Publications

Mills, M. (2007). “King Srong btsan sGam po’s Mines – Wealth Accumulation and Religious Asceticism in Buddhist Tibet”. Tibet Journal, Vol. XXXI (4): 89-106.
------, “Re-Assessing The Supine Demoness: Royal Buddhist Geomancy in the rGyal Rab gSal ba’i Me long”. Journal of the International Association for Tibetan Studies, 1(3).
------, in press. (2007). “Small Shoes and Painted Faces: Possession States and Embodiment in Buddhist Ladakh”. In Pirie, F. & J. Bray (eds.) Recent Research in Ladakh, Vol. 10.
------, in press. “The Two-Dimensional Monk: Monasticism and Householding in Tibetan Buddhism”. In Herrou, A. & G. Krauskopff (eds.), La Vie Monastique Dans Le Miroir De La Parenté. Maison de L'Archéologie et de L'Ethnologie Université Nanterre. Paris: Presses Universitaires de Toulouse le Mirail.
------, in press (2006). “The Silence in Between:Governmentality And The Academic Voice In Tibetan Diaspora Studies”. In Unnithan, M. & G. de Neve (eds.), Critical Journeys: the making of Modern Anthropologists.

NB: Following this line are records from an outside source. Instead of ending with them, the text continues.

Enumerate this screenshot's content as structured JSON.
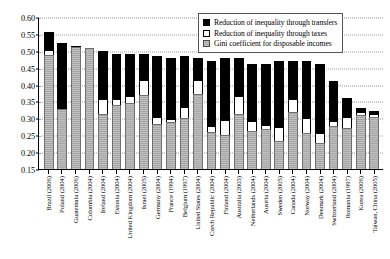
{
  "chart_data": {
    "type": "bar",
    "stacked": true,
    "title": "",
    "xlabel": "",
    "ylabel": "",
    "ylim": [
      0.15,
      0.6
    ],
    "ytick_step": 0.05,
    "ytick_labels": [
      "0.60",
      "0.55",
      "0.50",
      "0.45",
      "0.40",
      "0.35",
      "0.30",
      "0.25",
      "0.20",
      "0.15"
    ],
    "ytick_values": [
      0.6,
      0.55,
      0.5,
      0.45,
      0.4,
      0.35,
      0.3,
      0.25,
      0.2,
      0.15
    ],
    "grid": true,
    "grid_style": "dotted",
    "legend_position": "top-right",
    "categories": [
      "Brazil (2006)",
      "Poland (2004)",
      "Guatemala (2006)",
      "Colombia (2004)",
      "Ireland (2004)",
      "Estonia (2004)",
      "United Kingdom (2004)",
      "Israel (2005)",
      "Germany (2004)",
      "France (1994)",
      "Belgium (1997)",
      "United States (2004)",
      "Czech Republic (2004)",
      "Finland (2004)",
      "Australia (2003)",
      "Netherlands (2004)",
      "Austria (2004)",
      "Sweden (2005)",
      "Canada (2004)",
      "Norway (2004)",
      "Denmark (2004)",
      "Switzerland (2004)",
      "Romania (1997)",
      "Korea (2006)",
      "Taiwan, China (2005)"
    ],
    "series": [
      {
        "name": "Gini coefficient for disposable incomes",
        "color": "#a6a6a6",
        "values": [
          0.488,
          0.327,
          0.51,
          0.508,
          0.312,
          0.34,
          0.345,
          0.368,
          0.283,
          0.288,
          0.302,
          0.372,
          0.26,
          0.252,
          0.312,
          0.263,
          0.269,
          0.234,
          0.318,
          0.256,
          0.228,
          0.276,
          0.272,
          0.31,
          0.305
        ]
      },
      {
        "name": "Reduction of inequality through taxes",
        "color": "#ffffff",
        "values": [
          0.013,
          0.0,
          0.005,
          0.0,
          0.045,
          0.016,
          0.022,
          0.046,
          0.02,
          0.01,
          0.031,
          0.042,
          0.016,
          0.042,
          0.055,
          0.03,
          0.01,
          0.04,
          0.04,
          0.045,
          0.03,
          0.016,
          0.033,
          0.01,
          0.008
        ]
      },
      {
        "name": "Reduction of inequality through transfers",
        "color": "#000000",
        "values": [
          0.054,
          0.197,
          0.0,
          0.0,
          0.143,
          0.135,
          0.123,
          0.076,
          0.182,
          0.182,
          0.152,
          0.066,
          0.194,
          0.186,
          0.113,
          0.167,
          0.181,
          0.196,
          0.112,
          0.169,
          0.202,
          0.118,
          0.055,
          0.012,
          0.008
        ]
      }
    ],
    "totals": [
      0.555,
      0.524,
      0.515,
      0.508,
      0.5,
      0.491,
      0.49,
      0.49,
      0.485,
      0.48,
      0.485,
      0.48,
      0.47,
      0.48,
      0.48,
      0.46,
      0.46,
      0.47,
      0.47,
      0.47,
      0.46,
      0.41,
      0.36,
      0.332,
      0.321
    ]
  },
  "legend": {
    "items": [
      {
        "label": "Reduction of inequality through transfers",
        "swatch": "solid-black-swatch"
      },
      {
        "label": "Reduction of inequality through taxes",
        "swatch": "white-outline-swatch"
      },
      {
        "label": "Gini coefficient for disposable incomes",
        "swatch": "gray-hatched-swatch"
      }
    ]
  }
}
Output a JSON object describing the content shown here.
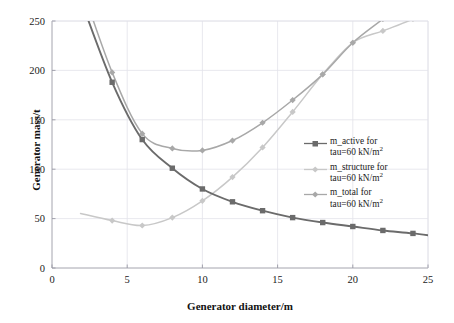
{
  "chart_data": {
    "type": "line",
    "title": "",
    "xlabel": "Generator diameter/m",
    "ylabel": "Generator mass/t",
    "xlim": [
      0,
      25
    ],
    "ylim": [
      0,
      250
    ],
    "xticks": [
      "0",
      "5",
      "10",
      "15",
      "20",
      "25"
    ],
    "yticks": [
      "0",
      "50",
      "100",
      "150",
      "200",
      "250"
    ],
    "grid": true,
    "legend_position": "right-middle",
    "x": [
      4,
      6,
      8,
      10,
      12,
      14,
      16,
      18,
      20,
      22,
      24
    ],
    "series": [
      {
        "name": "m_active for tau=60 kN/m2",
        "label_line1": "m_active for",
        "label_line2": "tau=60 kN/m",
        "label_exp": "2",
        "color": "#6b6b6b",
        "marker": "square",
        "values": [
          188,
          130,
          101,
          80,
          67,
          58,
          51,
          46,
          42,
          38,
          35
        ]
      },
      {
        "name": "m_structure for tau=60 kN/m2",
        "label_line1": "m_structure for",
        "label_line2": "tau=60 kN/m",
        "label_exp": "2",
        "color": "#c8c8c8",
        "marker": "diamond",
        "values": [
          48,
          43,
          51,
          68,
          92,
          122,
          158,
          196,
          228,
          240,
          252
        ]
      },
      {
        "name": "m_total for tau=60 kN/m2",
        "label_line1": "m_total for",
        "label_line2": "tau=60 kN/m",
        "label_exp": "2",
        "color": "#a8a8a8",
        "marker": "diamond",
        "values": [
          198,
          136,
          121,
          119,
          129,
          147,
          170,
          196,
          228,
          252,
          276
        ]
      }
    ]
  },
  "colors": {
    "grid": "#e2e2ea",
    "axis": "#9a9aa5",
    "text": "#1a1a1a"
  }
}
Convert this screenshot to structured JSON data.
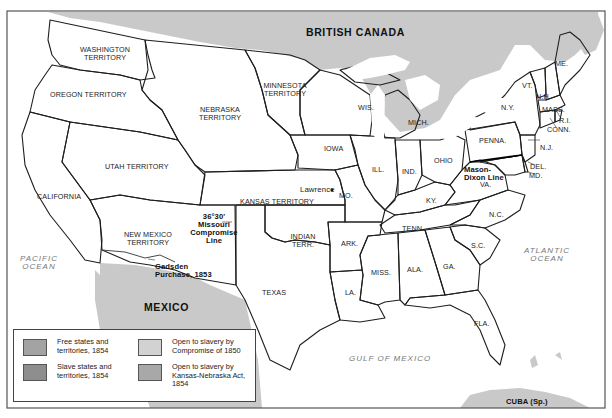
{
  "map": {
    "title_regions": {
      "north": "BRITISH CANADA",
      "south": "MEXICO",
      "cuba": "CUBA (Sp.)"
    },
    "oceans": {
      "pacific": "PACIFIC OCEAN",
      "atlantic": "ATLANTIC OCEAN",
      "gulf": "GULF OF MEXICO"
    },
    "territories": {
      "washington": "WASHINGTON TERRITORY",
      "oregon": "OREGON TERRITORY",
      "nebraska": "NEBRASKA TERRITORY",
      "minnesota": "MINNESOTA TERRITORY",
      "utah": "UTAH TERRITORY",
      "kansas": "KANSAS TERRITORY",
      "new_mexico": "NEW MEXICO TERRITORY",
      "indian": "INDIAN TERR."
    },
    "states": {
      "california": "CALIFORNIA",
      "texas": "TEXAS",
      "iowa": "IOWA",
      "wis": "WIS.",
      "mich": "MICH.",
      "ill": "ILL.",
      "ind": "IND.",
      "ohio": "OHIO",
      "mo": "MO.",
      "ark": "ARK.",
      "la": "LA.",
      "miss": "MISS.",
      "ala": "ALA.",
      "ga": "GA.",
      "fla": "FLA.",
      "sc": "S.C.",
      "nc": "N.C.",
      "tenn": "TENN.",
      "ky": "KY.",
      "va": "VA.",
      "penna": "PENNA.",
      "ny": "N.Y.",
      "vt": "VT.",
      "nh": "N.H.",
      "me": "ME.",
      "mass": "MASS.",
      "ri": "R.I.",
      "conn": "CONN.",
      "nj": "N.J.",
      "del": "DEL.",
      "md": "MD."
    },
    "annotations": {
      "lawrence": "Lawrence",
      "missouri_line_1": "36°30'",
      "missouri_line_2": "Missouri",
      "missouri_line_3": "Compromise",
      "missouri_line_4": "Line",
      "gadsden_1": "Gadsden",
      "gadsden_2": "Purchase, 1853",
      "mason_1": "Mason-",
      "mason_2": "Dixon Line"
    }
  },
  "legend": {
    "items": [
      {
        "label": "Free states and territories, 1854",
        "color": "#a3a3a3"
      },
      {
        "label": "Slave states and territories, 1854",
        "color": "#8e8e8e"
      },
      {
        "label": "Open to slavery by Compromise of 1850",
        "color": "#d2d2d2"
      },
      {
        "label": "Open to slavery by Kansas-Nebraska Act, 1854",
        "color": "#a8a8a8"
      }
    ]
  }
}
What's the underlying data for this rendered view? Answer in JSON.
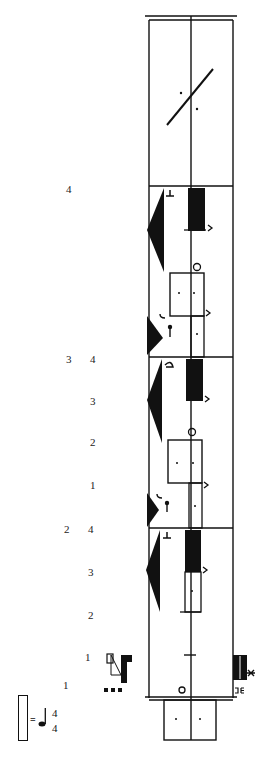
{
  "score": {
    "type": "labanotation-staff",
    "time_signature": {
      "top": "4",
      "bottom": "4",
      "note": "quarter-note"
    },
    "staff": {
      "left": 149,
      "center": 191,
      "right": 233,
      "top": 18,
      "bottom": 698
    },
    "bar_lines_y": [
      186,
      357,
      528
    ],
    "measure_numbers": [
      {
        "label": "4",
        "x": 66,
        "y": 188
      },
      {
        "label": "3",
        "x": 66,
        "y": 358
      },
      {
        "label": "2",
        "x": 64,
        "y": 528
      }
    ],
    "beat_numbers": [
      {
        "label": "4",
        "x": 90,
        "y": 358
      },
      {
        "label": "3",
        "x": 90,
        "y": 400
      },
      {
        "label": "2",
        "x": 90,
        "y": 441
      },
      {
        "label": "1",
        "x": 90,
        "y": 484
      },
      {
        "label": "4",
        "x": 88,
        "y": 528
      },
      {
        "label": "3",
        "x": 88,
        "y": 571
      },
      {
        "label": "2",
        "x": 88,
        "y": 614
      },
      {
        "label": "1",
        "x": 85,
        "y": 656
      },
      {
        "label": "1",
        "x": 63,
        "y": 684
      }
    ],
    "legend": {
      "eq": "=",
      "top": "4",
      "bottom": "4"
    }
  }
}
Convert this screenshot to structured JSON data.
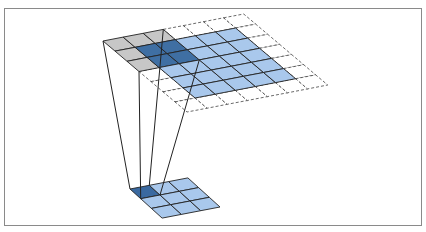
{
  "diagram": {
    "title": "",
    "colors": {
      "frame_border": "#8a8a8a",
      "input_cell": "#a9c8ec",
      "padding_cell": "#ffffff",
      "kernel_cell": "#c4c4c4",
      "kernel_overlap_cell": "#3f6fa3",
      "output_cell": "#a9c8ec",
      "output_active_cell": "#3a69a0",
      "grid_line": "#222222",
      "padding_line": "#444444"
    },
    "input_grid": {
      "label": "input",
      "rows": 7,
      "cols": 7,
      "padding": 1,
      "origin": [
        103,
        41
      ],
      "u": [
        20.1,
        -3.86
      ],
      "v": [
        12.0,
        10.15
      ],
      "kernel": {
        "row": 0,
        "col": 0,
        "size": 3
      }
    },
    "output_grid": {
      "label": "output",
      "rows": 3,
      "cols": 3,
      "origin": [
        130,
        189
      ],
      "u": [
        19.3,
        -3.7
      ],
      "v": [
        10.7,
        9.7
      ],
      "active": {
        "row": 0,
        "col": 0
      }
    }
  }
}
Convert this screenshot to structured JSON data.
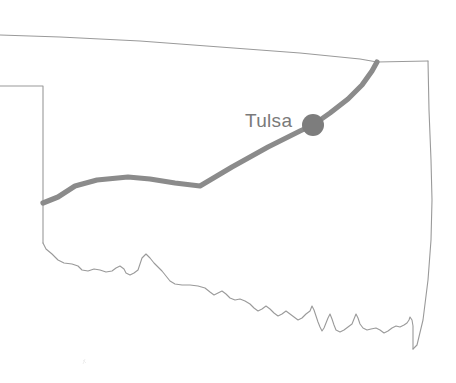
{
  "map": {
    "title": "Oklahoma state route map",
    "region_name": "Oklahoma",
    "background_color": "#ffffff",
    "border_color": "#9a9a9a",
    "route_color": "#8b8b8b",
    "city_marker_color": "#7d7d7d",
    "label_color": "#7a7a7a",
    "canvas": {
      "width": 456,
      "height": 383
    },
    "cities": [
      {
        "name": "Tulsa",
        "label": "Tulsa",
        "marker_x": 313,
        "marker_y": 125,
        "marker_radius": 11,
        "label_x": 245,
        "label_y": 127
      }
    ],
    "route": {
      "name": "highlighted-route",
      "stroke_width": 5.2,
      "path": "M 43 203 L 58 197 L 75 186 L 97 180 L 128 177 L 150 179 L 175 183 L 200 186 L 232 167 L 268 147 L 300 131 L 313 125 L 330 113 L 348 99 L 362 85 L 372 71 L 377 62"
    },
    "outline": {
      "name": "state-border",
      "stroke_width": 1.1,
      "panhandle_top": "M 0 35 L 60 37 L 140 41 L 220 47 L 300 53 L 360 59 L 377 62 L 428 61",
      "panhandle_south": "M 0 86 L 20 86 L 43 86 L 43 130 L 43 170 L 43 203 L 43 243",
      "east_border": "M 428 61 L 429 110 L 431 160 L 432 200 L 431 240 L 428 280 L 423 320 L 417 345 L 413 349",
      "south_border": "M 43 243 L 46 249 L 52 254 L 58 260 L 64 263 L 72 264 L 78 266 L 82 270 L 88 271 L 94 269 L 100 270 L 106 272 L 112 271 L 116 268 L 120 266 L 124 269 L 126 273 L 130 275 L 134 273 L 138 270 L 140 264 L 142 258 L 146 254 L 150 258 L 154 263 L 158 267 L 162 271 L 166 276 L 170 281 L 175 284 L 182 285 L 190 285 L 198 286 L 205 288 L 210 292 L 214 295 L 218 293 L 222 291 L 226 294 L 230 298 L 235 300 L 240 299 L 245 301 L 250 304 L 254 308 L 258 311 L 262 309 L 266 306 L 270 309 L 274 313 L 278 316 L 282 314 L 286 311 L 290 314 L 294 317 L 298 320 L 302 318 L 306 314 L 310 311 L 312 306 L 314 310 L 316 316 L 318 322 L 320 327 L 322 331 L 324 328 L 326 323 L 328 318 L 330 314 L 332 319 L 334 325 L 336 330 L 340 332 L 344 330 L 348 327 L 352 324 L 354 319 L 356 314 L 358 318 L 360 324 L 363 328 L 367 330 L 371 329 L 376 328 L 380 330 L 384 333 L 388 331 L 392 328 L 396 326 L 400 327 L 404 325 L 407 323 L 409 320 L 410 317 L 412 320 L 413 326 L 413 334 L 413 342 L 413 349"
    },
    "elements": [
      {
        "name": "state-outline",
        "description": "Oklahoma state boundary with panhandle and Red River southern border"
      },
      {
        "name": "route-line",
        "description": "Thick gray route running west to northeast through Tulsa"
      },
      {
        "name": "city-marker-tulsa",
        "description": "Filled circle marking Tulsa"
      },
      {
        "name": "city-label-tulsa",
        "description": "Text label reading Tulsa"
      }
    ]
  }
}
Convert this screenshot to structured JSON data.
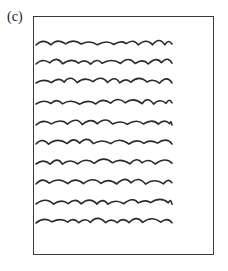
{
  "figure": {
    "label": "(c)",
    "stroke_color": "#2a2a2a",
    "page_border_color": "#3a3a3a",
    "text_lines": {
      "count": 10,
      "y_positions": [
        44,
        63,
        82,
        103,
        124,
        143,
        163,
        183,
        203,
        222
      ],
      "x_start": 36,
      "x_end": 172
    }
  }
}
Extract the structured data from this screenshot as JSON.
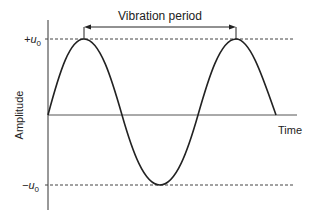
{
  "diagram": {
    "title_arrow_label": "Vibration period",
    "x_axis_label": "Time",
    "y_axis_label": "Amplitude",
    "pos_amp_label": "+u",
    "pos_amp_sub": "0",
    "neg_amp_label": "−u",
    "neg_amp_sub": "0",
    "curve": "sine wave, 1.5 periods"
  }
}
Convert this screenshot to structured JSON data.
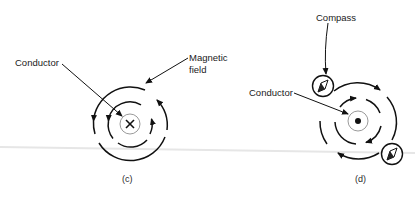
{
  "panels": [
    {
      "id": "c",
      "caption": "(c)",
      "labels": {
        "conductor": "Conductor",
        "magnetic_field_line1": "Magnetic",
        "magnetic_field_line2": "field"
      },
      "conductor_symbol": "X",
      "current_direction": "into page",
      "field_direction": "counterclockwise"
    },
    {
      "id": "d",
      "caption": "(d)",
      "labels": {
        "compass": "Compass",
        "conductor": "Conductor"
      },
      "conductor_symbol": "dot",
      "current_direction": "out of page",
      "field_direction": "clockwise",
      "compass_count": 2
    }
  ],
  "colors": {
    "stroke": "#111111",
    "conductor_ring": "#9a9a9a",
    "scan_line": "#e4e4e4"
  }
}
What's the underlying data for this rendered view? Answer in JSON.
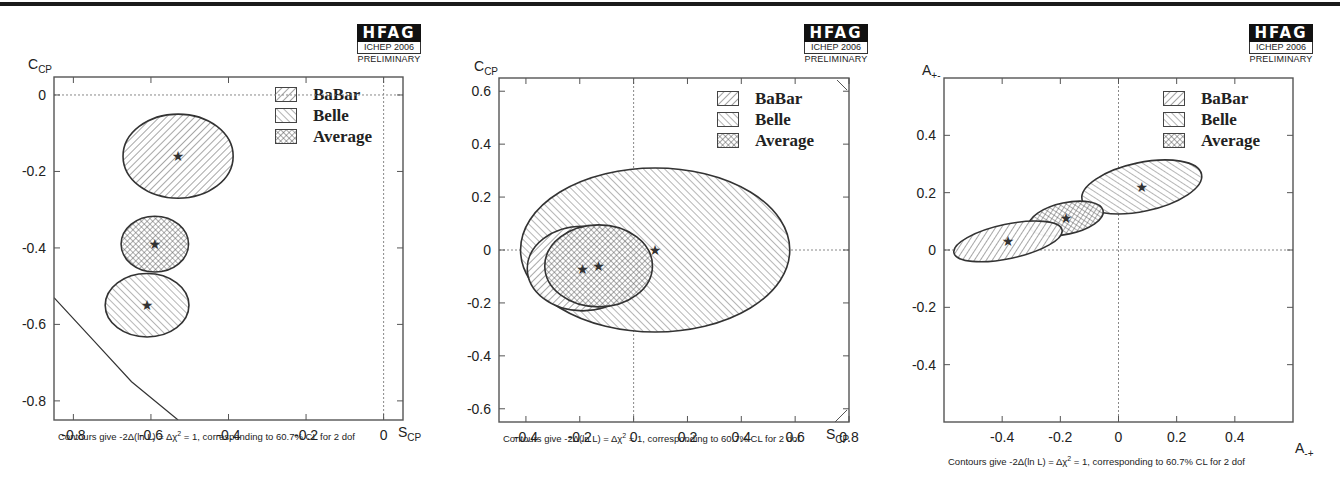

London: Ashgate.
------, 2005. “Living in Time’s Shadow: Pollution, Purification and Fractured Temporalities in Buddhist Ladakh”. In Mills, D. & W. Young (eds.) Qualities of Time: Temporal Dimensions of Social Form and Human Experience. (ASA 2002 Monograph). Berg.
------, 2005. “Funerary Practices in Tibet”. In Davies, D. (ed.) The Encyclopedia of Cremation. Ashgate Publishing.
------, 2003. “This Turbulent Priest: Three Views of Human Rights and the State in the Tibetan Shugden Controversy”. In Mitchell, J. & R. Wilson (eds.) Human Rights in Global Perspective: Anthropological Studies of Rights, Claims and Entitlements. Routledge, an imprint of Taylor & Francis Books Ltd; ISBN: 0415304105.
------, 2003. Identity, Ritual and State in Tibetan Buddhism: The Foundations of Authority in Gelukpa Monasticism. Tantric Traditions Series. London: Routledge-Curzon Press. ISBN: 0 7007 1470 7.
------, 2000. “Vajra-Brother, Vajra-Sister: Renunciation, Individualism and the Household in Tibetan Buddhist Monasticism”. Journal of the Royal Anthropological Institute, 6(1); ISSN: 0025-1496.
------, 2000. “Gelukpa Lineages”. Entry in The Encyclopaedia of Monasticism. Chicago: Fitzroy Dearborn Publications; ISBN: 1-57958-090-4.
------, 2000. “Ladakh, India”. Entry in The Encyclopaedia of Monasticism. Chicago: Fitzroy Dearborn Publications; ISBN: 1-57958-090-4.
------, 2000. “Buddhist Liturgy”. Entry in The Encyclopaedia of Monasticism. Chicago: Fitzroy Dearborn Publications; ISBN: 1-57958-090-4.
------, 1998. “Belief and the Priest: Religious Reform in Buddhist Ladakh”. In The Scottish Journal of Religious Studies, 19(2): 167-185; ISSN:
------, 1998. “The Presence of the Teacher: Incarnate Lamas in Tibetan Buddhism”. In Cosmos - Journal of the Traditional Cosmology Society.
------, 1997. Religious Authority and Pastoral Care in Tibetan Buddhism: The Ritual Hierarchies of Lingshed Monastery, Ladakh. Unpublished Ph.D. Dissertation. University of Edinburgh.
------, 1997. “The Religion of Locality: Local Area Gods and the Characterisation of Tibetan Buddhism”. In Dodin, T. & H. Räther (eds.) Recent Research on Ladakh 7. Proceedings of the 7th Colloquium of the International Association for Ladakh Studies, Bonn/St.Augustin, 12-15 June, 1995: pp.309-328. Ulmer Kulturanthropologishe Schriften Band 9. Ulm: Universität Ulm. ISBN: 3930983060.
------, 1996. “Notes on the History of Lingshed Monastery, Ladakh”. In Ladakh Studies 8. Journal for the International Association for Ladakh Studies; ISSN: 1356-3491.

Biography

Martin A. Mills is a social anthropologist at the Department of Religious Studies at the University of Aberdeen, Scotland, and Co-Director of the Scottish Centre for Himalayan Research. Specialising in the study of Tibetan societies and religions, his research interests also include the comparative study of religious polities and the cognitive psychology of religion. He is author of Identity, Ritual and State in Tibetan Buddhism (RoutledgeCurzon Press) and a Fellow of the Royal Anthropological Institute and the Association of Social Anthropologists of the UK and Commonwealth.